◆ **WHAT YOU HAVE TO DO**
Keyword search on "title": report each line of the records that contains it.

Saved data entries
/---

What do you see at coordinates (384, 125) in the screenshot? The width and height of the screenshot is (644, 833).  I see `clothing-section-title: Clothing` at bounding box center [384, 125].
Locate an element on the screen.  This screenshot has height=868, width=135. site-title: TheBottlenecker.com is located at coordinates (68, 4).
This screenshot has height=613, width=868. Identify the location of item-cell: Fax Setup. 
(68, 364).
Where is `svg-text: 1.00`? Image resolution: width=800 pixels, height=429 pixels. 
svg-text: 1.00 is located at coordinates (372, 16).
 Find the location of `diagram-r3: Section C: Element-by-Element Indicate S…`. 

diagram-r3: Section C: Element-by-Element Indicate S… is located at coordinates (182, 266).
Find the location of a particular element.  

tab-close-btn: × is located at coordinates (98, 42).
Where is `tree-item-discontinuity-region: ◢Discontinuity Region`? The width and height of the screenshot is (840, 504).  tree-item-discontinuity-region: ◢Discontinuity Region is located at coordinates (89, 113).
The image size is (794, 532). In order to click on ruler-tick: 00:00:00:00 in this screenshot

\---

◆ **EXERCISE ANSWER**
What do you see at coordinates (384, 125) in the screenshot? The width and height of the screenshot is (644, 833).  I see `clothing-section-title: Clothing` at bounding box center [384, 125].
Locate an element on the screen.  This screenshot has height=868, width=135. site-title: TheBottlenecker.com is located at coordinates (68, 4).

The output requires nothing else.